Archive for February, 2010

Munich: Day 146

Sorry for the extended absence. I’m moving! The bundt pan and pasta machine are in Berlin already, and I am still here.

I thought I would tell you about some tomato sauces. When we were little Lucy and I used to beg our mother to buy Ragu brand sauce that came in a jar. I don’t know why, but we considered it a serious treat, on par with the Martinelli’s apple juice that came in the apple-shaped jug, and Quaker peanut butter chocolate chip granola bars. I cannot explain this. We loved it.

But spaghetti sauce was one of the first things I learned to make, and it’s a lot cheaper to make it than to buy the bottled version. So I used to make it the same way, always: a little butter, a little olive oil. A couple of cloves of garlic, some rosemary, some fennel seed, pepper flakes, and a big can of whole peeled tomatoes. Some people used to eat the tomato chunks and leave the spaghetti behind. When I started buying alcohol got more adventurous, I’d add a glug of red wine, maybe a half teaspoon of sugar. Salt and pepper, too, obviously.

Once I made tomato sauce Marcella Hazan’s way, with carrot and celery and onion, diced. Lucy yelled at me and then admitted it was pretty good.

Several times I have made it Marcella Hazan’s other way, the famous version: a can of tomatoes, half a stick of butter, and a peeled onion, halved. Tastes exactly like what you think it does, but better.

And then recently I made it a la Scarpetta, with a basil-chile-garlic infused oil. Echt kompliziert for spaghetti.

Last night I made puttanesca. I’m cleaning out the fridge, so I didn’t get olives–just used capers and a can of sardines I had lying around from an errant visitor who claims to love them. C. didn’t like it, so I had to eat all of it. Oh well. At least he had truffles.

Munich: Day 124

We ate Bosnian food this week. It is a testament to my total immersion in German (ha!) that I almost wrote “vood” up there. Das Vood.

Here, some British Vood:

“Have you got nothing else for my breakfast, Pritchard?” said Fred, to the servant who brought in coffee and buttered toast; while he walked round the table surveying the ham, potted beef, and other cold remnants, with an air of silent rejection, and polite forbearance from signs of disgust.

“Should you like eggs, sir?”

“Eggs, no! Bring me a grilled bone.”

From Middlemarch, p. 98.

And from the recipe files: make these brownies, NOW. Christopher made them last night and the pan is quickly dwindling.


* _WORK TASK_
Search the data for the word "icon" and copy each line that has it.

* _DATA RECORDS_
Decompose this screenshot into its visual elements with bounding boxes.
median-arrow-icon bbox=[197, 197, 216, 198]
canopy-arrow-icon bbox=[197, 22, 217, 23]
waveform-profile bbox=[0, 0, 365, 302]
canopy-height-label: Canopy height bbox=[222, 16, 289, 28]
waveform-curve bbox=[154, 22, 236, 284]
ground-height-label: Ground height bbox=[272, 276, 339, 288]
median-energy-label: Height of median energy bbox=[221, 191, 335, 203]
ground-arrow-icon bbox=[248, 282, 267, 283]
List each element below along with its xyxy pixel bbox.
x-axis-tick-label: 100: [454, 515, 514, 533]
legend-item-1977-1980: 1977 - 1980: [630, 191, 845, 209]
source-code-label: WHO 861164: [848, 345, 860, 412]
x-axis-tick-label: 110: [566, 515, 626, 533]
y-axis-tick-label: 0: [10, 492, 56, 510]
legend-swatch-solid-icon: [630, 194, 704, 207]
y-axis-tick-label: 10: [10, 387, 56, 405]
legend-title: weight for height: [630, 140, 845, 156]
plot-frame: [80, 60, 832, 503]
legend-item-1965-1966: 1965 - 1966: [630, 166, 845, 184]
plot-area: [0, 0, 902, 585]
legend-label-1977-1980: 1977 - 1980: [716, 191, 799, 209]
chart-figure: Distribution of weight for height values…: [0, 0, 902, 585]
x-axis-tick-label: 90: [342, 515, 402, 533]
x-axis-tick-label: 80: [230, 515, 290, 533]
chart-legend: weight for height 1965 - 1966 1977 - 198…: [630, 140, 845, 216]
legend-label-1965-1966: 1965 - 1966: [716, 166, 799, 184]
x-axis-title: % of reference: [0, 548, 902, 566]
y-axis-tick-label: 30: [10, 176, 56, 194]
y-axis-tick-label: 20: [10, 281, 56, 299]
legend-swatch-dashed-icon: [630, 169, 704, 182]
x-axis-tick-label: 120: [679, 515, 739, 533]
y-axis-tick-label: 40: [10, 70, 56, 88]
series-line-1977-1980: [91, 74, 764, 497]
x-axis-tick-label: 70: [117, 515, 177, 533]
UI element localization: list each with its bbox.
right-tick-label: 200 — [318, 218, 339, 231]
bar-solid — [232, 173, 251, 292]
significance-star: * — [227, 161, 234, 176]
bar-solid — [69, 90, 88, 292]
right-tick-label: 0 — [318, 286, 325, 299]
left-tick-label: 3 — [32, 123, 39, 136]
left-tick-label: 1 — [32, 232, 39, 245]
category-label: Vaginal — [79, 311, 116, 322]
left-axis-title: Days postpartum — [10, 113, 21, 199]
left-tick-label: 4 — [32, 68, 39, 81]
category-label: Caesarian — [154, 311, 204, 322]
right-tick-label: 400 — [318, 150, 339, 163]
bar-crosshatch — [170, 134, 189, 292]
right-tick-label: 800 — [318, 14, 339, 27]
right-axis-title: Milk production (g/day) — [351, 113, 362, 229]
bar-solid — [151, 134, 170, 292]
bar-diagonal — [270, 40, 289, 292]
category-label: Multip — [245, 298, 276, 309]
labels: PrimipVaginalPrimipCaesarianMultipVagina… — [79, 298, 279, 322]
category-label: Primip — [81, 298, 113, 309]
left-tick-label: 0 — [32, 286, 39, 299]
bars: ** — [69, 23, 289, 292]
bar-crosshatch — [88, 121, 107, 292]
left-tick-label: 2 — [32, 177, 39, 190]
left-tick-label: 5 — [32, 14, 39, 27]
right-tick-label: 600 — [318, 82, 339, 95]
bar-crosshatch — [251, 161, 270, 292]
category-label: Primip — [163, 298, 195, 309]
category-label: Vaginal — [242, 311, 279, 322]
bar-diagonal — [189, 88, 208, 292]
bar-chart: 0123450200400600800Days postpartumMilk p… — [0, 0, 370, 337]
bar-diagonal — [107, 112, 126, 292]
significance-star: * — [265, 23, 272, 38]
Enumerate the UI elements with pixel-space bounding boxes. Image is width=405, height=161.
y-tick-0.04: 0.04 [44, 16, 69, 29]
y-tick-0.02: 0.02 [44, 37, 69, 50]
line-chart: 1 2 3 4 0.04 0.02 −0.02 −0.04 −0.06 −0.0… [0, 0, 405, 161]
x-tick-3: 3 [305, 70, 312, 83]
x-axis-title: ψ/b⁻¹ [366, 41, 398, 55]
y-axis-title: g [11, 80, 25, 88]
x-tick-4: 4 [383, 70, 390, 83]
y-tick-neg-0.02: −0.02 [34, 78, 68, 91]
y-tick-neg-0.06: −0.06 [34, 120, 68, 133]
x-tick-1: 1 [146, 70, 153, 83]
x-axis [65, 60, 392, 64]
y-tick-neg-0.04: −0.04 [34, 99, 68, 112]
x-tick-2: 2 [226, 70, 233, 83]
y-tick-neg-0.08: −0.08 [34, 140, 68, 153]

* _ANSWER SPACE_
median-arrow-icon bbox=[197, 197, 216, 198]
canopy-arrow-icon bbox=[197, 22, 217, 23]
ground-arrow-icon bbox=[248, 282, 267, 283]
legend-swatch-solid-icon: [630, 194, 704, 207]
legend-swatch-dashed-icon: [630, 169, 704, 182]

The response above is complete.